Systems of efficiency, control, and accountability are inexorably linked. Turning school into a “kind” game in which those 10,000 hours matter a great deal makes us feel better about controlling their use and content. It would also demand holding accountable those who would “misuse” instructional time to less focused ends. And of course there are institutions whose political and financial interests are in maintaining that control. But ultimately, if our values as educators align with the mission that we need to create a generation of changemakers (or call them solutionaries) — people who actually understand the world around them, want to make a difference, and feel empowered to do so (and are supported along the way) — we not only need to rethink what “accountability” means within the education system but what kind system we actually have. If our assumptions about the “kindness” of school are incorrect and our response to the feedback of standardized testing and high stakes assessment have mislead us — when we train our students to outsmart the robo-grader — we risk misrepresenting to our students the assumptions and measures of the very real and very “wicked” world.
To quote Epstein in the closing pages of the book,
“Compare yourself to yourself yesterday, not to younger people who aren’t you. Everyone progresses at a different rate, so don’t let anyone else make you feel behind.
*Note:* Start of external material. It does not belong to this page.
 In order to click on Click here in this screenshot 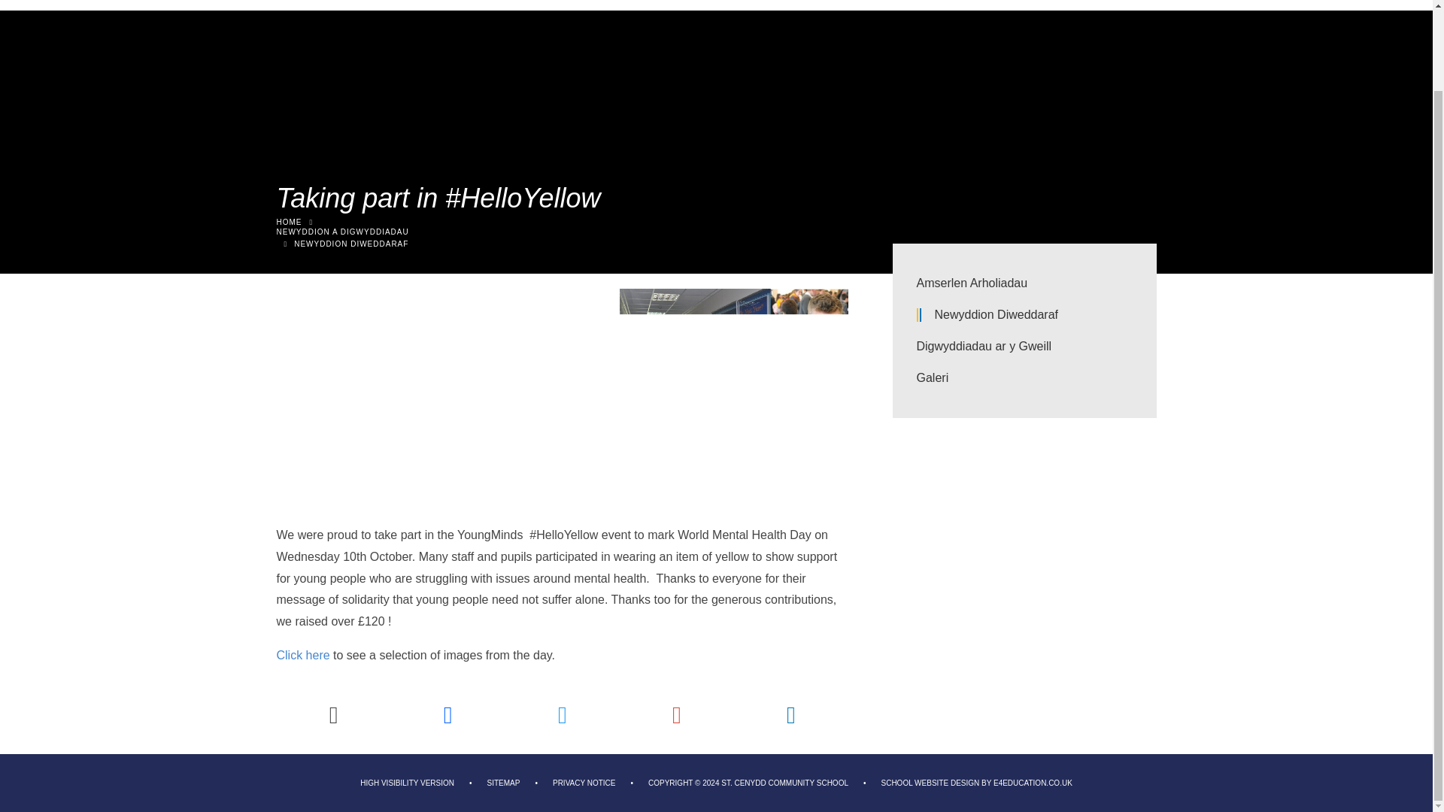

You probably don’t even know where exactly you’re going, so feeling behind doesn’t help…Approach your own personal voyage and projects like Michaelangelo approached a block of marble, willing to learn and adjust as you go, and even to abandon a previous goal and change directions entirely should the need arise…Even when you move on from an area of work or an entire domain, that experience is not wasted.”
After all, there will always be a computer waiting to outsmart the next Grandmaster of chess, but there will only ever be one irreplaceable Frances Hesselbein.